After seeing this article I was able to add Google Authenticator as an authentication scheme for login.gov Perhaps the author of this article somehow mis-interpreted the interaction with login.gov.
Of course there are far too many organizations which use text messages for authentication, as the article points out.
Login.gov wants them to stop using their "personal key" which was essentially another password.
It didn't offer them Google Authenticator because they already /have/ Google Authenticator.
It wants every user to have TWO (or more) second factors available, because "two is one and one is none". If we tell users to have one second factor, they will forget it and then why did we bother building a second factor system?
So they need to pick another second factor they DON'T already have. They've apparently decided they don't want to write down 10 codes (fine) and they don't own a FIDO security key (I guess maybe they're poor?) so that only leaves SMS unless you have government ID.
The correct thing to do here if you care about Security is to buy at least two different FIDO Security keys and use those. Each of your FIDO keys counts as a different method.
If you have a shiny enough Android phone (maybe only Pixel series?) you can use that (in Windows). A new enough Windows PC might work too. But the tiny dedicated Security Keys are relatively affordable, you can get ones compatible with most plausible devices (iPhones, Linux PCs, whatever) and easy to reason about like real keys are. Has anybody stolen my FIDO key? No, it is here in my pocket. OK.
A "personal key" was a 16-character string that was used as a salt(?) for encryption and as a backup for lost passwords, https://www.login.gov/help/creating-an-account/personal-key/. Frankly, this change seems like an improvement. While text messages are weak, the other options are strong and widely-available.
Thanks everyone for the commentary. You can see my update to the post. This is not true, and `login.gov` still supports an authentication app as a second-factor.
The dialog in question is only for recovering your password, which is also an important flow to safeguard. In those cases it makes sense to use a different 2FA mechanism, so that you still have two separate factors for recovering your password. An authentication app was not an option in this dialog because it was already one of my factors.
I assumed that "Personal Key" was an authentication app, specifically in contrast to a "Security Key", and that I had to replace my 2FA option for regular logins with a different option.
Security isn't black and white. SMS doesn't neutralize the value of 2FA since the effort required to compromise it are still considerable, such that the highest risk methods outlined by NIST require physical proximity to the phone.
While SMS is inappropriate for high value targets such as employees with infrastructure access or people with government security clearances, it remains an excellent option for general consumer security.
By contrast, the vast majority of people who use login.gov likely don't understand nor will they ever install an authenticator app. It makes sense to deprecate support for this vector if, presumably, few people are using it.
It was essentially another password. It was a fixed length secret key, Something You Know (well, realistically Something You Write Down hopefully not on a Post It note stuck to your screen although that's better than nothing)
The Blog poster has forgotten or confused themselves into believing login.gov wants them to replace their Google Authenticator style sign-in, but it does not, it wants TWO methods of logging in, and Google Authenticator is only one.
Why does it want TWO?
Because two is one and one is none. Any particular method is always a single failure from being unavailable. You lose the phone, you forget the code, or whatever.
If you have two or more FIDO tokens, it will accept both methods being FIDO tokens, this is the safest option (the government ID might perhaps be as safe or safer but obviously isn't available to lay people so I have no idea)
Google Authenticator and the 10 random codes are next safest and zero cost. You will need to keep them safe, and hope login.gov keeps them safe too, and they're vulnerable to being phished, but otherwise they are pretty good.
SMS is a poor final option. But it is very convenient while also being essentially free so you can see why it had to at least be an option for now.
There's a TOTP Authenticator option (Authy, Google Auth etc). It doesn't show up on the screen shot because the author already has a TOTP app configured.
login.gov is deprecating the personal key in favor of a better backup 2FA method. But currently it only supports 1 instance of each 2FA type. So because the author already has a TOTP app configured, they can't select that as a replacement for the personal key.
That happens for two related reasons. Firstly the WebAuthn spec. says to allow this, I haven't read the U2F stuff because it wasn't formalised like WebAuthn, but I expect that instructed implementers to allow multiple keys too.
Secondly, because it's obviously the Right Thing, which is why it's a recommendation in the specification, the U2F and WebAuthn specifications explain how everything works properly with multiple keys.
* When you register a new key, the site provides cookies from any other keys that you've already registered. Your browser asks keys if they recognise those cookies, only a key that doesn't recognise any cookies should register as otherwise you're creating pointless duplicates.
* When you sign-in the site provides as many cookies as you've registered keys - each cookie only works with the key which picked it, but the keys can tell if a cookie is theirs, so whichever FIDO key you've got, it should recognise one of the cookies sent and you're in.
This is probably also true for government ID in the unusual case that somebody has more than one.
Of course there are far too many organizations which use text messages for authentication, as the article points out.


§ Task statement
The expected result is an exact restatement of the data, free of pictures.

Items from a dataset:
^^^^^^^^^^^^^^^^
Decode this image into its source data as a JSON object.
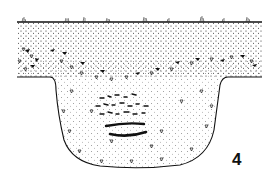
{
  "figure": {
    "label": "4",
    "colors": {
      "ink": "#111111",
      "background": "#ffffff"
    },
    "layers": [
      {
        "name": "topsoil",
        "pattern": "fine dots"
      },
      {
        "name": "stone layer",
        "pattern": "triangles and filled stones"
      },
      {
        "name": "pit fill",
        "pattern": "fine dots with open triangles"
      },
      {
        "name": "charcoal lens",
        "pattern": "black dashes"
      }
    ]
  }
}
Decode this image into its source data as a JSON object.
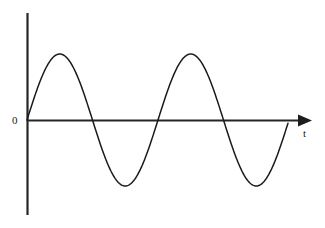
{
  "figure": {
    "background_color": "#ffffff",
    "width": 325,
    "height": 228
  },
  "labels": {
    "origin": "0",
    "x_axis": "t"
  },
  "colors": {
    "axis": "#262626",
    "curve": "#1a1a1a",
    "arrow": "#1d1d1d",
    "background": "#ffffff"
  },
  "icons": {
    "x_axis_arrow": "arrow-right-icon"
  },
  "chart_data": {
    "type": "line",
    "title": "",
    "xlabel": "t",
    "ylabel": "",
    "grid": false,
    "legend": null,
    "axes": {
      "x_axis": {
        "label": "t",
        "origin_label": "0",
        "pixel_y": 120,
        "pixel_x_start": 27,
        "pixel_x_end": 297,
        "has_arrow": true,
        "arrow_tip_x": 311,
        "ticks": []
      },
      "y_axis": {
        "label": "",
        "pixel_x": 27,
        "pixel_y_top": 13,
        "pixel_y_bottom": 215,
        "has_arrow": false,
        "ticks": []
      }
    },
    "waveform": {
      "function": "sine",
      "amplitude_px": 66,
      "period_px": 131,
      "cycles": 2,
      "phase": 0,
      "start_x_px": 27,
      "end_x_px": 288,
      "baseline_y_px": 120
    },
    "key_points": [
      {
        "name": "origin",
        "x_px": 27,
        "y_px": 120,
        "value": 0
      },
      {
        "name": "crest-1",
        "x_px": 57,
        "y_px": 54,
        "value": 1
      },
      {
        "name": "zero-crossing-1",
        "x_px": 90,
        "y_px": 120,
        "value": 0
      },
      {
        "name": "trough-1",
        "x_px": 122,
        "y_px": 188,
        "value": -1
      },
      {
        "name": "zero-crossing-2",
        "x_px": 157,
        "y_px": 120,
        "value": 0
      },
      {
        "name": "crest-2",
        "x_px": 190,
        "y_px": 53,
        "value": 1
      },
      {
        "name": "zero-crossing-3",
        "x_px": 222,
        "y_px": 120,
        "value": 0
      },
      {
        "name": "trough-2",
        "x_px": 253,
        "y_px": 187,
        "value": -1
      },
      {
        "name": "end",
        "x_px": 288,
        "y_px": 120,
        "value": 0
      }
    ],
    "x": [
      0,
      0.25,
      0.5,
      0.75,
      1,
      1.25,
      1.5,
      1.75,
      2
    ],
    "values": [
      0,
      1,
      0,
      -1,
      0,
      1,
      0,
      -1,
      0
    ],
    "xlim": [
      0,
      2.1
    ],
    "ylim": [
      -1.2,
      1.2
    ]
  },
  "wave_path": "M 27,120 C 33.2,120 40.1,93.6 44.2,80.0 C 48.4,66.4 52.0,54.3 57.2,54.0 C 62.4,53.8 66.5,64.8 70.8,78.8 C 75.1,92.8 81.5,120 90.0,120 C 98.5,120 104.9,148.5 109.4,163.4 C 113.9,178.3 117.6,188.2 122.4,188.0 C 127.2,187.8 131.5,177.4 136.0,162.3 C 140.5,147.2 147.6,120 157.0,120 C 166.4,120 171.8,93.0 176.0,79.0 C 180.2,65.0 184.5,53.2 190.0,53.0 C 195.5,52.8 199.7,64.0 204.0,78.3 C 208.3,92.6 214.4,120 222.0,120 C 229.6,120 235.0,147.0 239.5,162.2 C 244.0,177.4 248.2,187.2 253.0,187.0 C 257.8,186.8 262.4,176.5 267.2,161.2 C 272.0,145.9 279.5,120 288.0,120"
}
^^^^^^^^^^^^^^^^
§ Answer to the exercise
Decode this image into its source data as a JSON object.
{
  "figure": {
    "label": "4",
    "colors": {
      "ink": "#111111",
      "background": "#ffffff"
    },
    "layers": [
      {
        "name": "topsoil",
        "pattern": "fine dots"
      },
      {
        "name": "stone layer",
        "pattern": "triangles and filled stones"
      },
      {
        "name": "pit fill",
        "pattern": "fine dots with open triangles"
      },
      {
        "name": "charcoal lens",
        "pattern": "black dashes"
      }
    ]
  }
}
Decode this image into its source data as a JSON object.
{
  "figure": {
    "background_color": "#ffffff",
    "width": 325,
    "height": 228
  },
  "labels": {
    "origin": "0",
    "x_axis": "t"
  },
  "colors": {
    "axis": "#262626",
    "curve": "#1a1a1a",
    "arrow": "#1d1d1d",
    "background": "#ffffff"
  },
  "icons": {
    "x_axis_arrow": "arrow-right-icon"
  },
  "chart_data": {
    "type": "line",
    "title": "",
    "xlabel": "t",
    "ylabel": "",
    "grid": false,
    "legend": null,
    "axes": {
      "x_axis": {
        "label": "t",
        "origin_label": "0",
        "pixel_y": 120,
        "pixel_x_start": 27,
        "pixel_x_end": 297,
        "has_arrow": true,
        "arrow_tip_x": 311,
        "ticks": []
      },
      "y_axis": {
        "label": "",
        "pixel_x": 27,
        "pixel_y_top": 13,
        "pixel_y_bottom": 215,
        "has_arrow": false,
        "ticks": []
      }
    },
    "waveform": {
      "function": "sine",
      "amplitude_px": 66,
      "period_px": 131,
      "cycles": 2,
      "phase": 0,
      "start_x_px": 27,
      "end_x_px": 288,
      "baseline_y_px": 120
    },
    "key_points": [
      {
        "name": "origin",
        "x_px": 27,
        "y_px": 120,
        "value": 0
      },
      {
        "name": "crest-1",
        "x_px": 57,
        "y_px": 54,
        "value": 1
      },
      {
        "name": "zero-crossing-1",
        "x_px": 90,
        "y_px": 120,
        "value": 0
      },
      {
        "name": "trough-1",
        "x_px": 122,
        "y_px": 188,
        "value": -1
      },
      {
        "name": "zero-crossing-2",
        "x_px": 157,
        "y_px": 120,
        "value": 0
      },
      {
        "name": "crest-2",
        "x_px": 190,
        "y_px": 53,
        "value": 1
      },
      {
        "name": "zero-crossing-3",
        "x_px": 222,
        "y_px": 120,
        "value": 0
      },
      {
        "name": "trough-2",
        "x_px": 253,
        "y_px": 187,
        "value": -1
      },
      {
        "name": "end",
        "x_px": 288,
        "y_px": 120,
        "value": 0
      }
    ],
    "x": [
      0,
      0.25,
      0.5,
      0.75,
      1,
      1.25,
      1.5,
      1.75,
      2
    ],
    "values": [
      0,
      1,
      0,
      -1,
      0,
      1,
      0,
      -1,
      0
    ],
    "xlim": [
      0,
      2.1
    ],
    "ylim": [
      -1.2,
      1.2
    ]
  },
  "wave_path": "M 27,120 C 33.2,120 40.1,93.6 44.2,80.0 C 48.4,66.4 52.0,54.3 57.2,54.0 C 62.4,53.8 66.5,64.8 70.8,78.8 C 75.1,92.8 81.5,120 90.0,120 C 98.5,120 104.9,148.5 109.4,163.4 C 113.9,178.3 117.6,188.2 122.4,188.0 C 127.2,187.8 131.5,177.4 136.0,162.3 C 140.5,147.2 147.6,120 157.0,120 C 166.4,120 171.8,93.0 176.0,79.0 C 180.2,65.0 184.5,53.2 190.0,53.0 C 195.5,52.8 199.7,64.0 204.0,78.3 C 208.3,92.6 214.4,120 222.0,120 C 229.6,120 235.0,147.0 239.5,162.2 C 244.0,177.4 248.2,187.2 253.0,187.0 C 257.8,186.8 262.4,176.5 267.2,161.2 C 272.0,145.9 279.5,120 288.0,120"
}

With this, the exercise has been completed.